Comment & Analysis
Mar 11, 2019

The Cultural Phenomenon Behind the Pill

Culture has often played a greater part than science in the evolution of the pill, writes Emma Donohoe.

Emma DonohoeSenior Staff Writer

The contraceptive pill has become so seamlessly incorporated into our lives that we tend to forget about it, even when asked by a doctor if we take any medications. It has become so commonplace that we don’t even need to use a drug name, it has become known simply as “The Pill”, making it sound like a Stephen King novel. The pill is used by millions of women every single day and although helpful when it comes to balancing hormones and being a contraceptive, however, it can have some side effects too such as blood clots. Anyone who has seen a detrimental impact on their health due to the pill can visit sites like https://drugguardians.com/ if they feel like they have a legal claim and is seeking compensation.

This omnipresent tablet has recently been opened up to renewed scrutiny, however, following an article written last month by Dr Susan Walker, a senior lecturer in sexual health at Anglia Ruskin University, Cambridge.
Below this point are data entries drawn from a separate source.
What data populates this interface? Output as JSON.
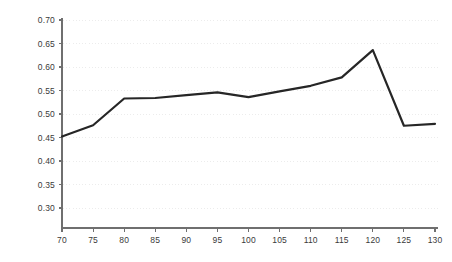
{
  "chart_data": {
    "type": "line",
    "title": "",
    "subtitle": "",
    "xlabel": "",
    "ylabel": "",
    "x": [
      70,
      75,
      80,
      85,
      90,
      95,
      100,
      105,
      110,
      115,
      120,
      125,
      130
    ],
    "series": [
      {
        "name": "series-1",
        "color": "#262626",
        "values": [
          0.452,
          0.476,
          0.533,
          0.534,
          0.54,
          0.546,
          0.536,
          0.548,
          0.56,
          0.578,
          0.636,
          0.475,
          0.479
        ]
      }
    ],
    "xlim": [
      70,
      130
    ],
    "ylim": [
      0.275,
      0.7
    ],
    "xticks": [
      70,
      75,
      80,
      85,
      90,
      95,
      100,
      105,
      110,
      115,
      120,
      125,
      130
    ],
    "xtick_labels": [
      "70",
      "75",
      "80",
      "85",
      "90",
      "95",
      "100",
      "105",
      "110",
      "115",
      "120",
      "125",
      "130"
    ],
    "yticks": [
      0.3,
      0.35,
      0.4,
      0.45,
      0.5,
      0.55,
      0.6,
      0.65,
      0.7
    ],
    "ytick_labels": [
      "0.30",
      "0.35",
      "0.40",
      "0.45",
      "0.50",
      "0.55",
      "0.60",
      "0.65",
      "0.70"
    ],
    "grid": {
      "horizontal": true,
      "vertical": false,
      "style": "dotted",
      "color": "#ececec"
    },
    "legend": {
      "visible": false,
      "position": "none",
      "entries": []
    },
    "annotations": [],
    "axis": {
      "spine_color": "#6f6f6f",
      "tick_color": "#6f6f6f",
      "left_visible": true,
      "bottom_visible": true,
      "top_visible": false,
      "right_visible": false
    },
    "line_width": 2.2
  }
}
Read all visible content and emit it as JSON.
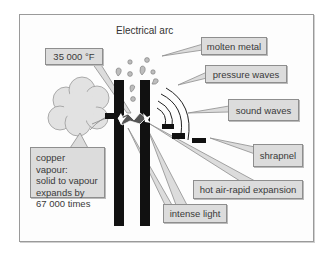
{
  "title": "Electrical arc",
  "labels": {
    "temperature": "35 000 °F",
    "molten_metal": "molten metal",
    "pressure_waves": "pressure waves",
    "sound_waves": "sound waves",
    "shrapnel": "shrapnel",
    "hot_air": "hot air-rapid expansion",
    "intense_light": "intense light",
    "copper_vapour": {
      "line1": "copper vapour:",
      "line2": "solid to vapour",
      "line3": "expands by",
      "line4": "67 000 times"
    }
  },
  "colors": {
    "label_fill": "#dcdcdc",
    "label_border": "#8e8e8e",
    "electrode": "#111111",
    "cloud": "#e2e2e2",
    "frame": "#9a9a9a"
  }
}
Walker reported that taking the advised seven-day break following 21 days of taking the pill daily, was not only unnecessary, but “a hazard that may increase the risk of pregnancy”. Walker wrote that the “father of the pill”, Carl Djerassi, created this week-long break as an attempt to obtain the Pope’s approval of the drug regime, by making it so that its use mimicked the natural menstrual cycle.

Upon reading this, I was reminded that the pill came into a world that is distinctly different from the one I live in. My reality is one where I only have to utter the word “contraception” and my GP writes out a prescription. And yet all this time, my control over my own body has been influenced by the control of a pope from the 1960s. Decades on from the “Contraceptive Train” protest by the Irish Women’s Liberation Movement, it dawned on me that the pill has been shaped by culture, not by science.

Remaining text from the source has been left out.